What is the largest CSV I can convert in the browser without crashing?
Practical limits are around 50 MB or 500 000 rows on a modern desktop browser; the parser uses a streaming approach internally, but the resulting JSON has to be materialised in memory before it can be displayed or downloaded. For files in the gigabyte range, switch to a command-line streaming converter: Miller's mlr --icsv --ojsonl cat input.csv > output.ndjson emits NDJSON one row at a time and uses constant memory regardless of file size, DuckDB's COPY (SELECT * FROM read_csv_auto('input.csv')) TO 'out.ndjson' (FORMAT JSON, ARRAY false) is equally efficient and adds type inference, and the Python csv + json modules combined in a generator pipeline will process arbitrary sizes. For very wide files (thousands of columns), prefer Parquet over JSON — column-oriented storage compresses far better and queries selectively without reading the full document.
How do I escape special characters or convert dates and ISO timestamps properly?

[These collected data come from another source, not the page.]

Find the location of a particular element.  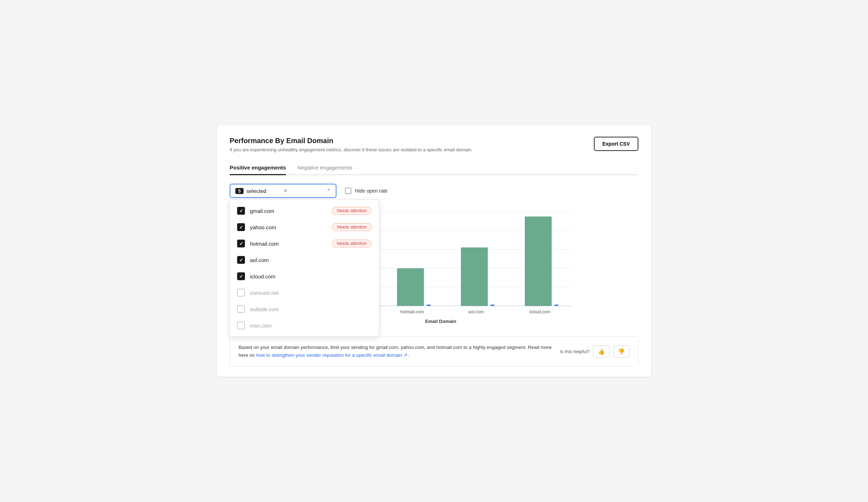

list-item: msn.com is located at coordinates (304, 325). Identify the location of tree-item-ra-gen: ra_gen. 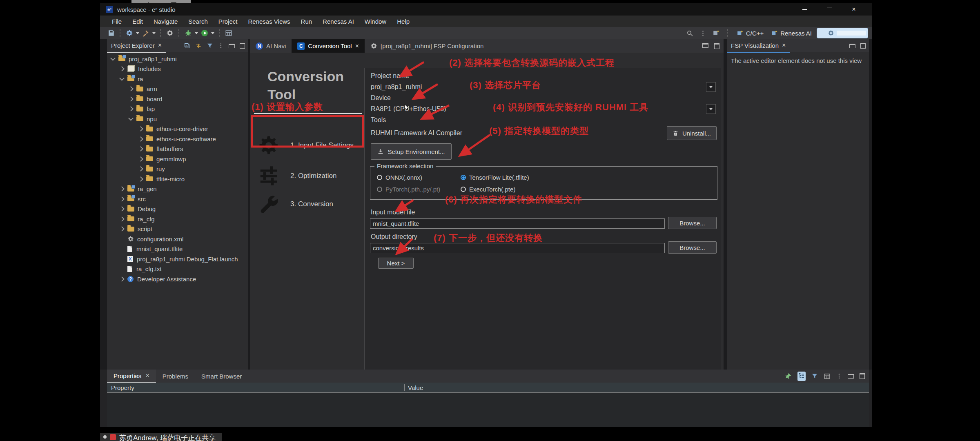
(178, 189).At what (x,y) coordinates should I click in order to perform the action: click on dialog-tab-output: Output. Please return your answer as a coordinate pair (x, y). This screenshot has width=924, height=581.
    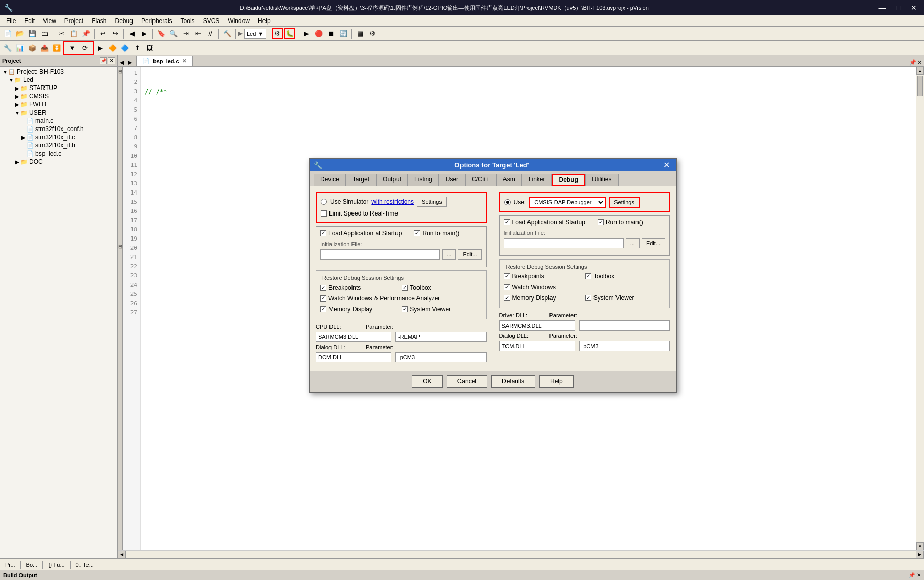
    Looking at the image, I should click on (392, 180).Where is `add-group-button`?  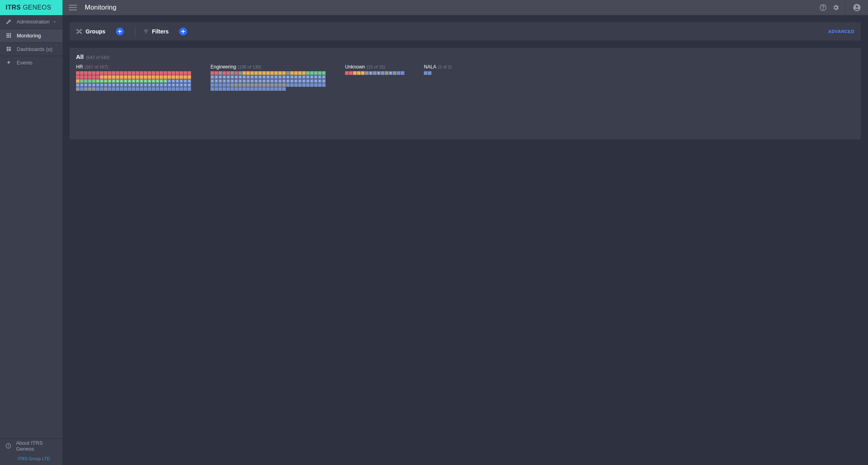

Quoting and escaping at the CSV level follow RFC 4180: fields containing the delimiter, double quotes, or newlines must be wrapped in double quotes with internal quotes doubled, and the converter handles that automatically on input. On the JSON output side, the standard JSON escapes apply: \" for double quote, \\ for backslash, \n \r \t for control characters, and \uXXXX for any Unicode code point above the printable ASCII range. Dates are not a native JSON type, so the converter emits them as ISO 8601 strings (2026-05-17T00:00:00Z) when date type inference is enabled — this is the only universally interoperable date format, accepted by JavaScript's Date constructor, Python's fromisoformat, Java's Instant.parse, and all major SQL engines. Avoid locale-specific formats like 17/05/2026 in your output.